Virginia Department of Health

Project Objective

To reduce tobacco use and build understanding that most students do not smoke. The goals of normalizing non-smoking are to:

  1. Prevent students from starting
  2. Build support for clean indoor air policies
  3. Increase cessation among current users

Baseline Data

See Project Results.

Primary Normative Messages

There are several different campaigns that all employ the same normative message: "7 out of 10 college students don't smoke."

Marketing Methods Employed

Posters in residence halls, posters in classrooms, campus newspaper ads, table tents, and promotional items (e.g. key chains). There was also a nominal cash incentive for students who knew the content of the normative message when asked by the campaign spokesperson: Darth Vapor.

Evaluation

A quasi-experimental pretest/posttest design was used. VCU served as the intervention site and a large urban university in the same state served as the control. Resident hall assistants at both sites were trained to administer a 33-item survey during their first hall meetings. The survey was optional and anonymous, but one item at the end of the survey did request the last four digits of the social security number (SSN). The grouped data, pretest and posttest from both VCU and the control site, yielded a total n=2,367.

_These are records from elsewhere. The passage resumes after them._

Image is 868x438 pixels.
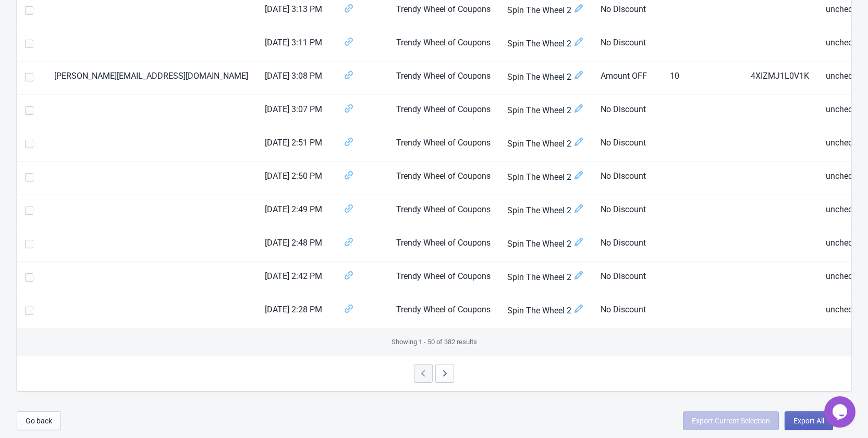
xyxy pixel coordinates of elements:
td: No Discount [593,28,662,61]
td: Trendy Wheel of Coupons [388,261,499,295]
td: Trendy Wheel of Coupons [388,161,499,195]
td: [PERSON_NAME][EMAIL_ADDRESS][DOMAIN_NAME] [46,61,256,95]
span: Spin The Wheel 2 [507,203,584,217]
td: No Discount [593,261,662,295]
td: No Discount [593,95,662,128]
span: Spin The Wheel 2 [507,303,584,318]
span: Spin The Wheel 2 [507,170,584,184]
span: Spin The Wheel 2 [507,70,584,84]
td: No Discount [593,295,662,328]
td: Trendy Wheel of Coupons [388,295,499,328]
iframe: chat widget [824,396,858,427]
td: [DATE] 3:08 PM [256,61,336,95]
td: No Discount [593,195,662,228]
button: Export All [784,411,833,430]
td: [DATE] 3:11 PM [256,28,336,61]
span: Spin The Wheel 2 [507,37,584,51]
td: Amount OFF [593,61,662,95]
div: Showing 1 - 50 of 382 results [16,328,852,356]
td: Trendy Wheel of Coupons [388,128,499,161]
td: [DATE] 2:28 PM [256,295,336,328]
td: No Discount [593,161,662,195]
td: [DATE] 2:42 PM [256,261,336,295]
td: No Discount [593,128,662,161]
span: Spin The Wheel 2 [507,3,584,17]
td: [DATE] 2:50 PM [256,161,336,195]
td: 10 [662,61,743,95]
td: Trendy Wheel of Coupons [388,61,499,95]
td: [DATE] 3:07 PM [256,95,336,128]
td: No Discount [593,228,662,261]
button: Go back [16,411,61,430]
span: Spin The Wheel 2 [507,270,584,284]
span: Spin The Wheel 2 [507,237,584,251]
td: [DATE] 2:51 PM [256,128,336,161]
td: [DATE] 2:49 PM [256,195,336,228]
td: [DATE] 2:48 PM [256,228,336,261]
td: Trendy Wheel of Coupons [388,28,499,61]
td: Trendy Wheel of Coupons [388,228,499,261]
td: Trendy Wheel of Coupons [388,95,499,128]
td: 4XIZMJ1L0V1K [743,61,817,95]
span: Go back [25,416,52,425]
td: Trendy Wheel of Coupons [388,195,499,228]
span: Spin The Wheel 2 [507,103,584,117]
span: Export All [793,416,824,425]
span: Spin The Wheel 2 [507,137,584,151]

Data was analyzed at two levels. Group analysis was undertaken using all 2,367 surveys and comparing groups at baseline and follow-up. In addition, for those surveys that could be matched using last 4 digits of the SSN and demographics, analysis was undertaken looking for change in individual students over time at each site.

Project Results

Group data: Intervention site showed

  • Significant change in perception. Intervention site had more accurate perception of use.
  • Significant change in mindset of smokers
  • No significant change in tobacco use behavior or quit intentions at group level analysis

Matched (SSN) data: Intervention site showed

  • Significant reduction in the number of cigarettes smoked on campus
  • Significant change in perceptions. Intervention site had more accurate perception of use.
  • Significant change in attitude of smokers
  • Significant change in mindset of non-smokers
  • No significant differences in quit intentions or attempts

Principal Investigator

Linda Hancock, FNP
Office of Health Promotion
Virginia Commonwealth University
Richmond, VA 23284

Further Information

See:
Hancock, L. and N. Henry. "Perceptions, Norms and Tobacco Use in College Residence Hall Freshmen: Evaluation of a Social Norms Marketing Intervention," (2003) in The Social Norms Approach To Preventing School And College Age Substance Abuse: A Handbook For Educators, Counselors, And Clinicians, Ed. H. Wesley Perkins. San Francisco: Jossey-Bass.

Also:
http://www.thewell.vcu.edu/
Contains sample posters, testimonies of VCU students who have been "Always Smokefree," and testimonials of students who have quit smoking.


**Portions of the information presented on this page were originally prepared by Michael Haines and Richard Rice and are printed here with their permission.